Family members told 24 Hour News 8 that staff from the Ivy K. Gillespie Funeral Home in Grand Rapids was removing the casket carrying Ellnora James’ body from the hearse outside the church when somehow the coffin fell and broke open. The woman’s body fell onto the ground.

Some family members witnessed the incident, though none of them were listed as plaintiffs in the lawsuit, family members told 24 Hour News 8.

“This is the last time you get to show your respects for your loved ones,” said Dean Libbett, James’ son. “There was no respect and there was no dignity and there was no remorse for what happened.”

Libett said family members knew something was wrong when funeral staff contacted the family asking for new clothing for James. Funeral staff told him, he said, that there was a spill.

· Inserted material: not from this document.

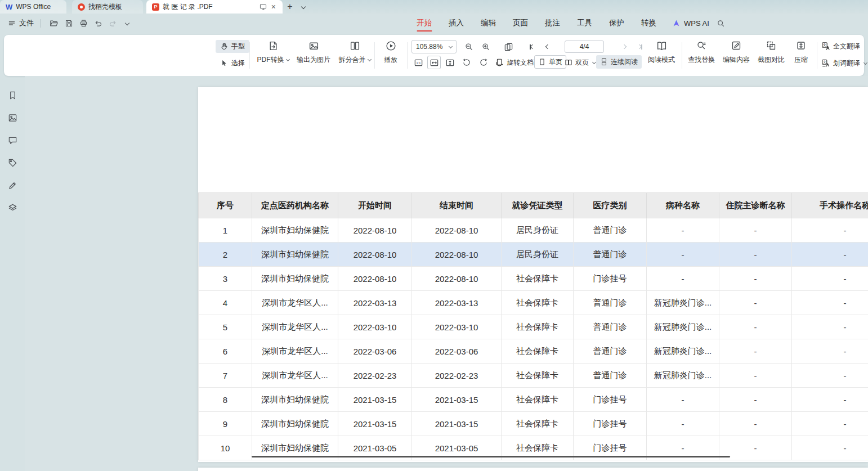 This screenshot has height=471, width=868. What do you see at coordinates (274, 7) in the screenshot?
I see `close-tab-button: ×` at bounding box center [274, 7].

“Not saying that the spill was my mother,” Libett said.

When family members arrived at the funeral, they noticed that James was in a different casket than the one she selected when pre-planning her funeral. They also noticed that she appeared “slumped” in the casket and a strange demeanor among the staff working at the funeral.

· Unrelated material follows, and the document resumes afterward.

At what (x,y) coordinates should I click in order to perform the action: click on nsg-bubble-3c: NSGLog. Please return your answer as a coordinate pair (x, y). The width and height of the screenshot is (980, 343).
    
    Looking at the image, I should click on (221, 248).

Crystal Whittington, a representative with the Ivy K. Gillespie Funeral Home said she was remorseful about the situation and the funeral home staff apologized to the family. She declined to comment further because “I don’t know legally what I can and cannot say.”

“We truly, truly, truly apologize,” Whittington said.

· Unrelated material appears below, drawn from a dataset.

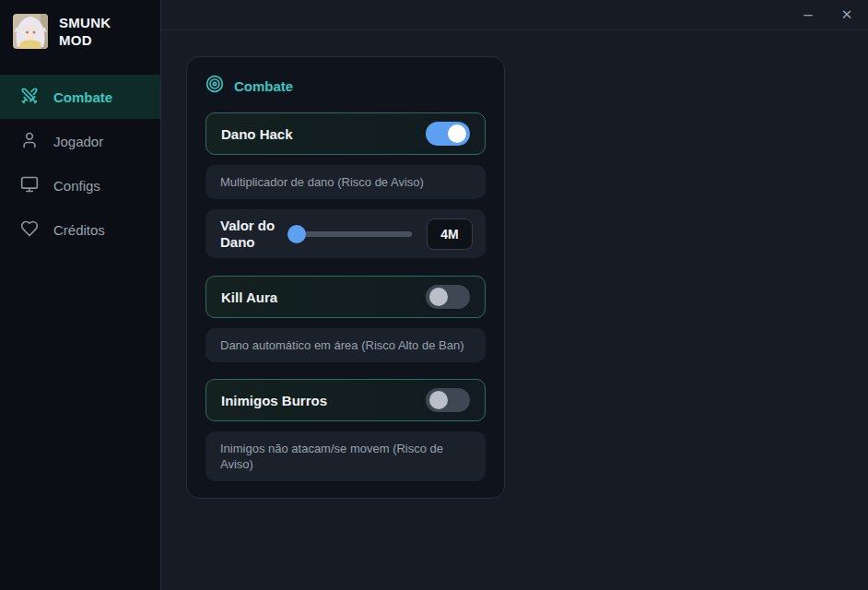 This screenshot has width=868, height=590. What do you see at coordinates (257, 135) in the screenshot?
I see `dano-hack-label: Dano Hack` at bounding box center [257, 135].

Some family members were upset the case did not go to trial.

Libbett said it’s hard not to think about what happened at the funeral when he remembers his mother. While he doesn’t think the settlement was appropriate, he said no amount of money would have relieved the pain of what he and his family endured.

“It’s a hurt when you can’t help someone you really loved,” he said. “There’s no way to repair it.”